Context: The practicality of this decree has yet to be seen, and those to whom it applies will still need to jump through some hoops to ensure they fall under its aegis, but even just the announcement is a significant pivot from the previous administration’s stance on the matter—on former-President Trump’s final day in office, he issued an executive order that deferred the removal of these Venezuelan refugees without granting them temporary status: a move that left them locked in legal limbo.
Also: Biden faces challenge from surge of migrants at the border
—Los Angeles Times, The New York Times
Cyprus, Israel, Greece sign deal on electric cable link
Summary: The governments of Israel, Cyprus, and Greece have signed an agreement to speed up the technical work on a 2,000 megawatt undersea electrical cable that, when finished, will help these countries transition to cleaner, more sustainable energy.

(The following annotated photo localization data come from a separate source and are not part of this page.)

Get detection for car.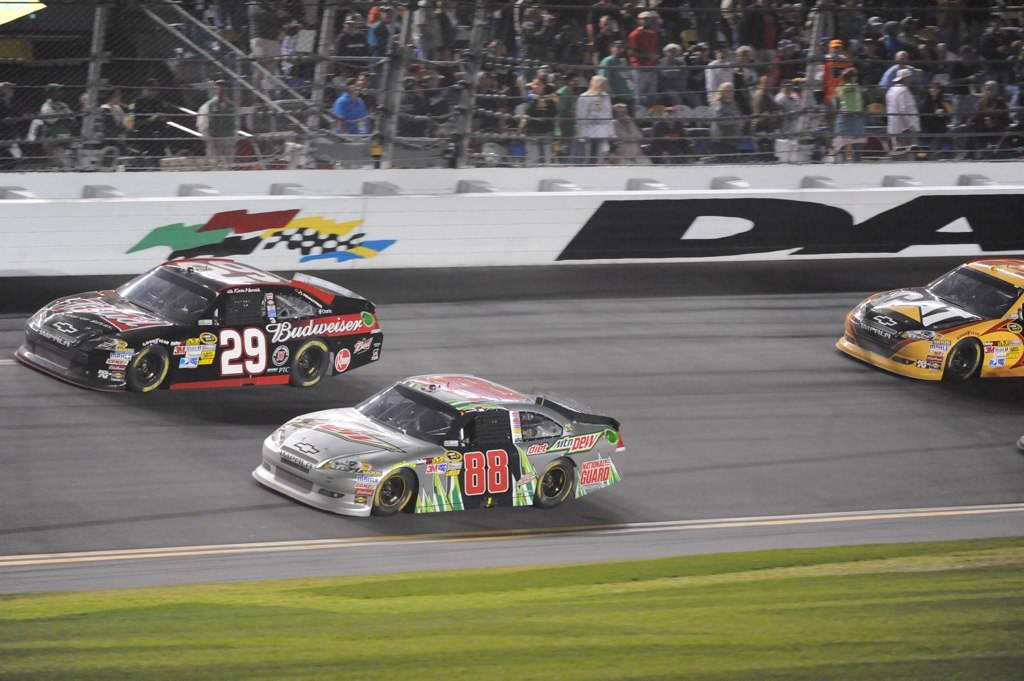
Detection: <box>829,250,1023,387</box>.
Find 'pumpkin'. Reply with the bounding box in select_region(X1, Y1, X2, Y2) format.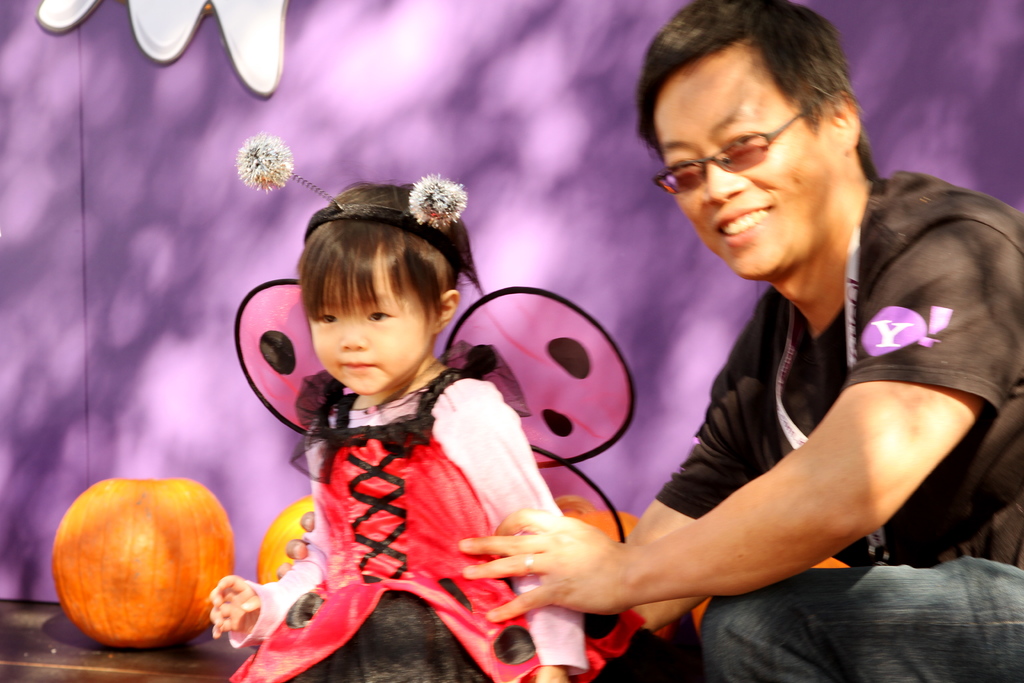
select_region(556, 509, 639, 542).
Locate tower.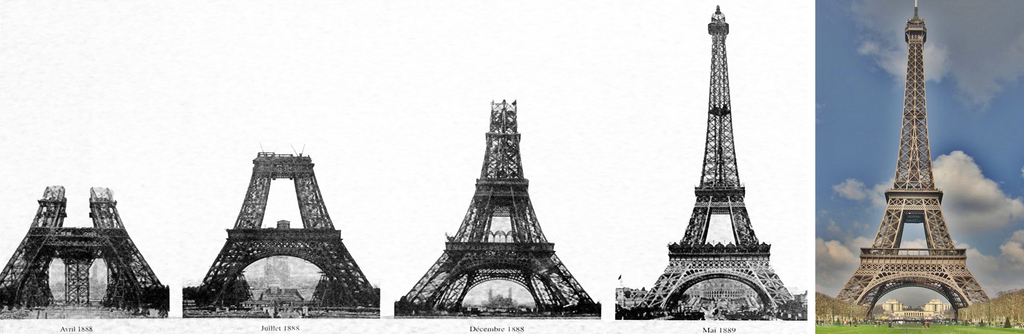
Bounding box: bbox(1, 180, 164, 312).
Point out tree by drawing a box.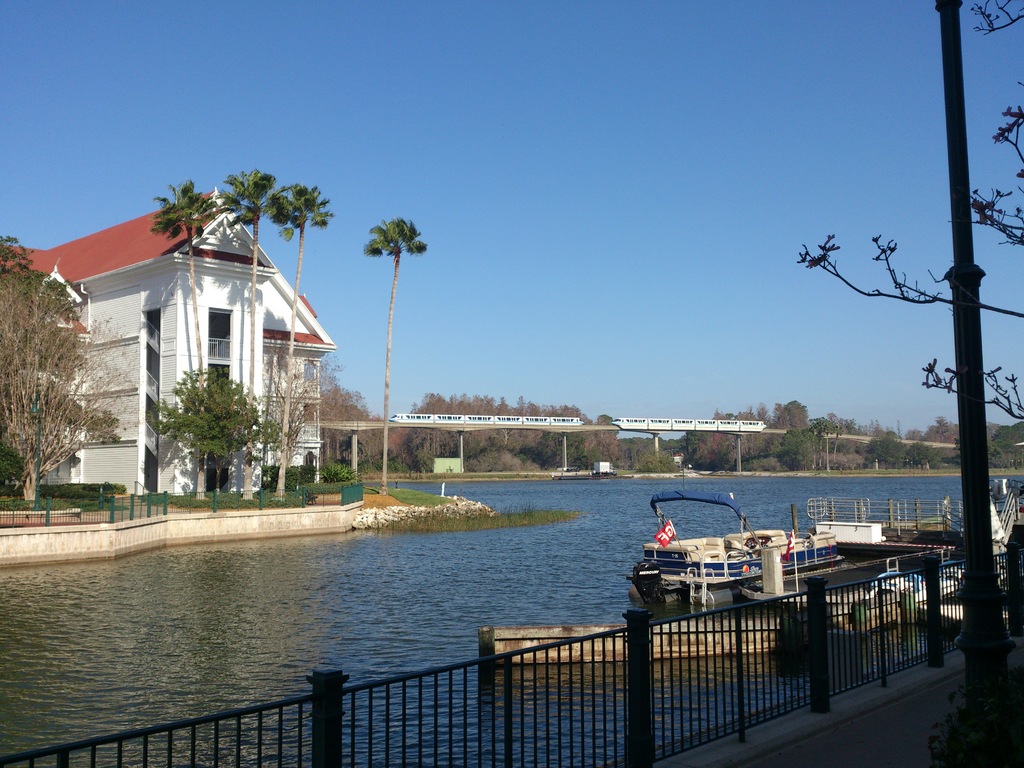
crop(272, 185, 334, 500).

Context: Many such international grids and mega-grids are being discussed right now, as being able to send large amounts of electricity from place to place could help create a regional market for energy that would help balance out supply and create a market for governments and businesses that are able to generate more than can be consumed, locally—Cyprus, for instance, is working on a potential, separate deal with Greece and Egypt.
—The Associated Press
Hackers breach thousands of security cameras, exposing Tesla, jails, hospitals
Summary: A hacker group says that they have accessed the feeds of around 150,000 security cameras operated by a Silicon Valley-based surveillance company called Verkada—giving the hackers access to live video from Tesla facilities, jails, and hospitals, among many other locations.
Context: Some of these feeds reportedly have facial recognition data collected along with the video, and a representative from the international hacker collective that breached Verkada’s system says that they did it to show how pervasive surveillance of this kind is throughout society, to promote anti-capitalist ideas, and because it was fun.
—Bloomberg
Visual

64%
Increase in cargo ship orders—measured by capacity—from 2019 to 2020.
Many of these ships carry between 15,000 and 23,000 standard, 20-foot cargo containers apiece, and this surge in cargo space is largely the result of China’s manufacturing resurgence, post-COVID, alongside the boom in shipping that is expected to occur when the world has moved on from the worst of the pandemic.